Responding to the Royal College of Surgeons’ calls for an increase in beds, Dr Katherine Henderson, President of the Royal College of Emergency Medicine, said:

“We join with the Royal College of Surgeons in calling for a safe expansion of capacity across the health system. We urgently need staffed beds in the right places for patients, if not, the health service could once again be brought to a breaking point – to the detriment of patients and their health.

“The pressures across the health system are increasing. Primary care, elective care and urgent and emergency care are all facing a rise in demand.

“With the enormous challenge of tackling the backlog of elective care and keeping up with the patient demand in urgent and emergency care, we must have a safe expansion of capacity across the health system, including in social care.

“Bed capacity continues to be significantly reduced (data for Q4 of 2020/21 show there were 6,631 fewer beds than in the same period of the previous year) due to infection prevention control measures – which are essential for patient safety – but as demand increases across system so too does the need for more beds.

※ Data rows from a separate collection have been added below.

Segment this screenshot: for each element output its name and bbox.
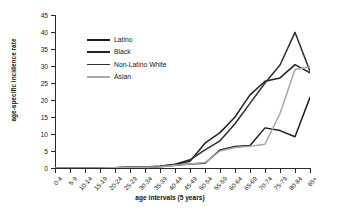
x-axis-tick-mark <box>55 169 56 173</box>
x-axis-tick-mark <box>235 169 236 173</box>
legend-swatch-line-icon <box>87 64 110 66</box>
x-axis-tick-mark <box>70 169 71 173</box>
x-axis-tick-mark <box>265 169 266 173</box>
legend-item[interactable]: Latino <box>87 34 207 46</box>
legend-label: Non-Latino White <box>114 59 167 70</box>
x-axis-title: age intervals (5 years) <box>0 194 340 201</box>
legend-swatch-line-icon <box>87 76 110 78</box>
x-axis-tick-mark <box>100 169 101 173</box>
y-axis-tick-label: 0 <box>26 165 48 172</box>
x-axis-tick-mark <box>205 169 206 173</box>
chart-legend: LatinoBlackNon-Latino WhiteAsian <box>87 34 207 84</box>
y-axis-tick-label: 10 <box>26 131 48 138</box>
x-axis-tick-mark <box>190 169 191 173</box>
x-axis-tick-mark <box>310 169 311 173</box>
x-axis-tick-mark <box>220 169 221 173</box>
x-axis-tick-mark <box>130 169 131 173</box>
y-axis-tick-label: 45 <box>26 12 48 19</box>
x-axis-tick-mark <box>250 169 251 173</box>
x-axis-tick-mark <box>175 169 176 173</box>
y-axis-tick-label: 35 <box>26 46 48 53</box>
y-axis-tick-label: 5 <box>26 148 48 155</box>
legend-swatch-line-icon <box>87 39 110 41</box>
x-axis-tick-mark <box>295 169 296 173</box>
series-line-latino <box>55 97 310 168</box>
x-axis-tick-mark <box>115 169 116 173</box>
y-axis-tick-label: 25 <box>26 80 48 87</box>
y-axis-tick-label: 20 <box>26 97 48 104</box>
x-axis-tick-mark <box>85 169 86 173</box>
legend-item[interactable]: Black <box>87 46 207 58</box>
x-axis-tick-mark <box>145 169 146 173</box>
legend-item[interactable]: Asian <box>87 71 207 83</box>
x-axis-line <box>55 168 311 169</box>
legend-label: Black <box>114 46 131 57</box>
legend-label: Latino <box>114 34 133 45</box>
legend-item[interactable]: Non-Latino White <box>87 59 207 71</box>
legend-swatch-line-icon <box>87 51 110 53</box>
y-axis-tick-label: 40 <box>26 29 48 36</box>
chart-figure: age-specific incidence rate 051015202530… <box>0 0 340 223</box>
x-axis-tick-mark <box>280 169 281 173</box>
y-axis-tick-label: 15 <box>26 114 48 121</box>
y-axis-tick-label: 30 <box>26 63 48 70</box>
legend-label: Asian <box>114 71 131 82</box>
x-axis-tick-mark <box>160 169 161 173</box>
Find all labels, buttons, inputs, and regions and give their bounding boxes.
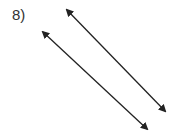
parallel-lines-diagram <box>0 0 180 140</box>
line-a-double-arrow <box>67 10 165 111</box>
line-b-double-arrow <box>43 32 147 129</box>
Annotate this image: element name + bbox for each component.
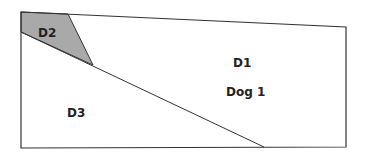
- region-diagram: D2 D1 Dog 1 D3: [0, 0, 369, 160]
- label-d3: D3: [67, 106, 85, 120]
- label-dog1: Dog 1: [226, 85, 265, 99]
- label-d1: D1: [233, 56, 251, 70]
- label-d2: D2: [38, 26, 56, 40]
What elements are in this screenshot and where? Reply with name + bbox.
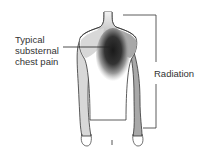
pain-label: Typical substernal chest pain <box>15 34 75 67</box>
radiation-label: Radiation <box>154 68 194 79</box>
chest-pain-zone <box>96 28 130 84</box>
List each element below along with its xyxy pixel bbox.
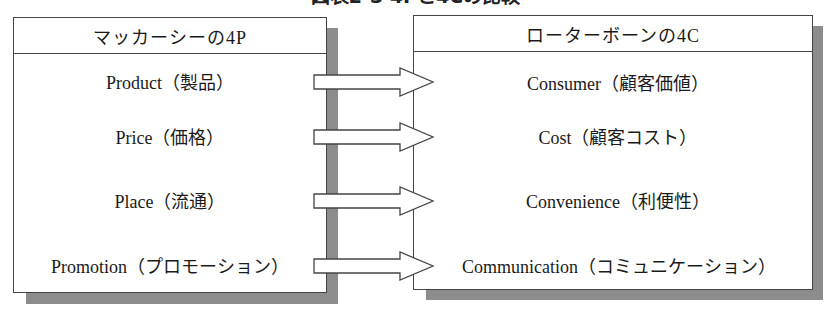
item-consumer: Consumer（顧客価値） bbox=[414, 73, 812, 95]
right-arrow-icon bbox=[313, 67, 435, 97]
item-convenience: Convenience（利便性） bbox=[414, 191, 812, 213]
item-cost: Cost（顧客コスト） bbox=[414, 127, 812, 149]
right-box-shadow-bottom bbox=[426, 289, 823, 300]
item-promotion: Promotion（プロモーション） bbox=[14, 256, 326, 278]
item-communication: Communication（コミュニケーション） bbox=[414, 256, 812, 278]
right-box-shadow bbox=[812, 26, 823, 300]
mccarthy-4p-box: マッカーシーの4P Product（製品） Price（価格） Place（流通… bbox=[13, 17, 327, 293]
right-arrow-icon bbox=[313, 186, 435, 216]
item-place: Place（流通） bbox=[14, 191, 326, 213]
lauterborn-4c-header: ローターボーンの4C bbox=[414, 16, 812, 52]
left-box-shadow-bottom bbox=[26, 292, 338, 304]
right-arrow-icon bbox=[313, 251, 435, 281]
item-product: Product（製品） bbox=[14, 72, 326, 94]
right-arrow-icon bbox=[313, 122, 435, 152]
item-price: Price（価格） bbox=[14, 127, 326, 149]
lauterborn-4c-box: ローターボーンの4C Consumer（顧客価値） Cost（顧客コスト） Co… bbox=[413, 15, 813, 290]
mccarthy-4p-header: マッカーシーの4P bbox=[14, 18, 326, 54]
figure-title: 図表2-3 4Pと4Cの比較 bbox=[0, 0, 831, 6]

The danger is that without timely access to beds, or Same Day Emergency Care facilities, our Emergency Departments will become dangerously crowded, with unsafe corridor care returning and any hope of safe infection prevention control in the Emergency Department waiting room lost.

“We are in May, a month which typically, as in previous years, can be quieter, but currently many hospitals across the country are seeing intense pressures. And we anticipate that things will likely become busier, as the restrictions ease, with a possible threat of a further wave of covid and as we approach the autumn and winter months.

“We must have the capacity to cope with current demand and any potential increase in demand, otherwise Emergency Departments could struggle to cope, and elective care could be further delayed. There needs to be clear planning across all of Health and Social Care to identify how capacity can be urgently increased.”